Brokering and complementary connections
Brokering is when ideas, meanings, etc., are brought over. Not all multi-membership is brokering. A broker has to have legitimacy within the COP, and must be able to get attention, translate, influence, and mobilize — it is very participatory.
In the workplace, brokers might be line managers who sit uncomfortably with one foot in two different COPs (management and worker) without fully being recognized by either as a broker (not a full member, but also not an outsider). ‘Uprootedness is an occupational hazard of brokering…. Reinterpreting their experience in terms of the occupational hazards of brokering is useful both for them and for the communities involved. It can also allow brokers to recognize one another, seek companionship, and perhaps develop shared practices around the enterprise of brokering. That is one way people can deal with uprootedness’ (Wenger, 1998, p. 110). Brokers ‘contributions lie precisely lie in being neither in nor out. Brokering therefore requires an ability to manage carefully the coexistence of membership and nonmembership, yielding enough distance to bring a different perspective, but also enough legitimacy to be listened to’ (Wenger, 1998, p. 110).
With complementary connections, the individual people you connect with cannot be fully representative of their entire COP. Thus, if we use this for making connections across boundaries, we should also pair it with reifications from the COP so that we have a better chance of being able to learn across the boundary.
Boundary encounters
Wenger lists three types of boundary encounters and their shortcomings:
- One-on-one: The problem is that you only get to know one person, so it is not an impartial or complete picture of the COP.
- Immersion: In which you wholly visit a COP; the problem is that it is mostly a one-way connection
- Delegation: The problem is that visitors may cling to their own perspectives
Practice as connection
Connections also can become part of a practice. Are these connections part of the instructional designer’s practice? Which, and is it the right type of connection?
- Boundary practices: For example, task forces and cross-functional teams
- For this to be effective, the people cannot insulate themselves from the practices they want to connect to. ‘[I]f their practices cease to be boundary practices then they fail to create connections to anything beyond themselves.
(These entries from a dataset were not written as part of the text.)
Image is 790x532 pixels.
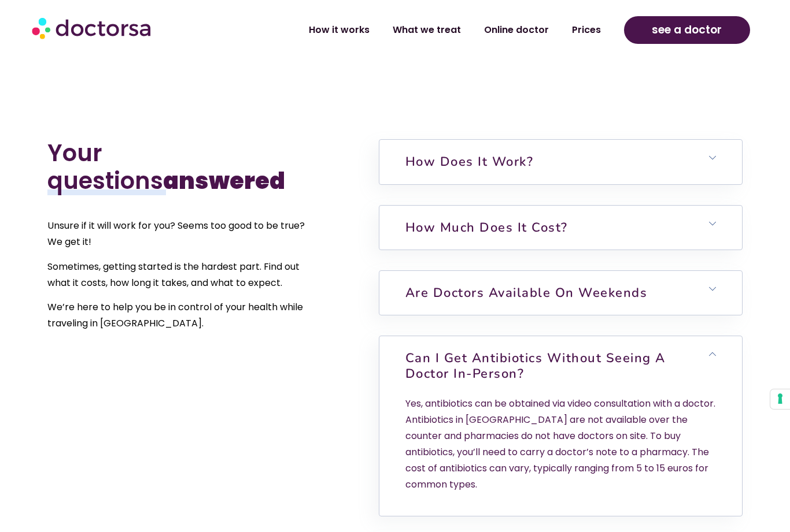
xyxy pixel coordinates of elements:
[560,17,612,44] a: Prices
[379,396,741,515] div: Can I get antibiotics without seeing a doctor in-person?
[381,17,473,44] a: What we treat
[163,165,285,197] b: answered
[405,350,665,382] a: Can I get antibiotics without seeing a doctor in-person?
[652,21,722,39] span: see a doctor
[405,396,716,493] p: Yes, antibiotics can be obtained via video consultation with a doctor. Antibiotics in [GEOGRAPHIC...
[379,140,741,184] h6: How does it work?
[379,271,741,315] h6: Are doctors available on weekends
[47,139,309,195] h2: Your questions
[405,153,534,170] a: How does it work?
[47,259,309,291] p: Sometimes, getting started is the hardest part. Find out what it costs, how long it takes, and wh...
[210,17,612,44] nav: Menu
[47,218,309,250] p: Unsure if it will work for you? Seems too good to be true? We get it!
[379,336,741,396] h6: Can I get antibiotics without seeing a doctor in-person?
[405,219,568,236] a: How much does it cost?
[624,16,750,44] a: see a doctor
[473,17,560,44] a: Online doctor
[297,17,381,44] a: How it works
[405,284,647,302] a: Are doctors available on weekends
[379,206,741,250] h6: How much does it cost?
[47,299,309,332] p: We’re here to help you be in control of your health while traveling in [GEOGRAPHIC_DATA].
[770,390,790,409] button: Your consent preferences for tracking technologies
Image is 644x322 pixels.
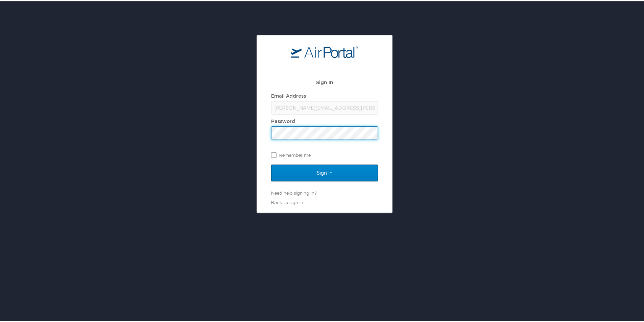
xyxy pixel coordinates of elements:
input: Sign In [271,163,378,180]
img: logo [291,44,358,57]
h2: Sign In [271,77,378,85]
label: Password [271,117,295,123]
label: Remember me [271,149,378,159]
a: Back to sign in [271,199,303,204]
a: Need help signing in? [271,189,317,195]
label: Email Address [271,92,306,98]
One teacher, isolated from other practitioners and immersed in classroom issues, ceases to be representative of anything else; and artifacts gain local meanings that do not point anywhere’ (Wenger, 1998, p. 115).
- Overlaps: COPs that share a common activity (Wenger gives the example of in-house, embedded experts)
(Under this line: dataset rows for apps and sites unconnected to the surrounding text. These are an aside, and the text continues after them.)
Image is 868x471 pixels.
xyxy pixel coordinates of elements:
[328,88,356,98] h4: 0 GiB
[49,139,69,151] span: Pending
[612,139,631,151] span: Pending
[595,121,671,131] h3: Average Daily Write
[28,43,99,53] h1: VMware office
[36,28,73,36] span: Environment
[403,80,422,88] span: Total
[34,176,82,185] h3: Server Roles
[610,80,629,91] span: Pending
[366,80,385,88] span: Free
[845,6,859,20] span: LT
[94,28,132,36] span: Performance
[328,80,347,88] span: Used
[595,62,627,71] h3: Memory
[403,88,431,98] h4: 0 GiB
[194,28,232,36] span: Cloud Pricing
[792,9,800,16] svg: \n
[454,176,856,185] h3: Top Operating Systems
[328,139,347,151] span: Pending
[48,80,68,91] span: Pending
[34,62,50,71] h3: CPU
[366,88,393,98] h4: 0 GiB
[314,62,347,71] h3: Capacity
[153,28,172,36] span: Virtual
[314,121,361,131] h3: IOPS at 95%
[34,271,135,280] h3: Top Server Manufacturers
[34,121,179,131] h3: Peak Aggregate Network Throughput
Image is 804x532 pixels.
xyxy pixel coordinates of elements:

- Peripheries: When a COP offers peripheral activities (legitimate peripheral participation) to people who are not members, for example an architect discussing design decisions with a customer.
- Note: Boundaries define membership and non-membership (outside versus inside). Periphery may be on the edge, but it is on the inside of the COP’s boundary. However, people can be on the periphery and never allowed to go further in.
A landscape of practice is interlocking COPs with boundaries, shared practices, connections, overlaps, and peripheries.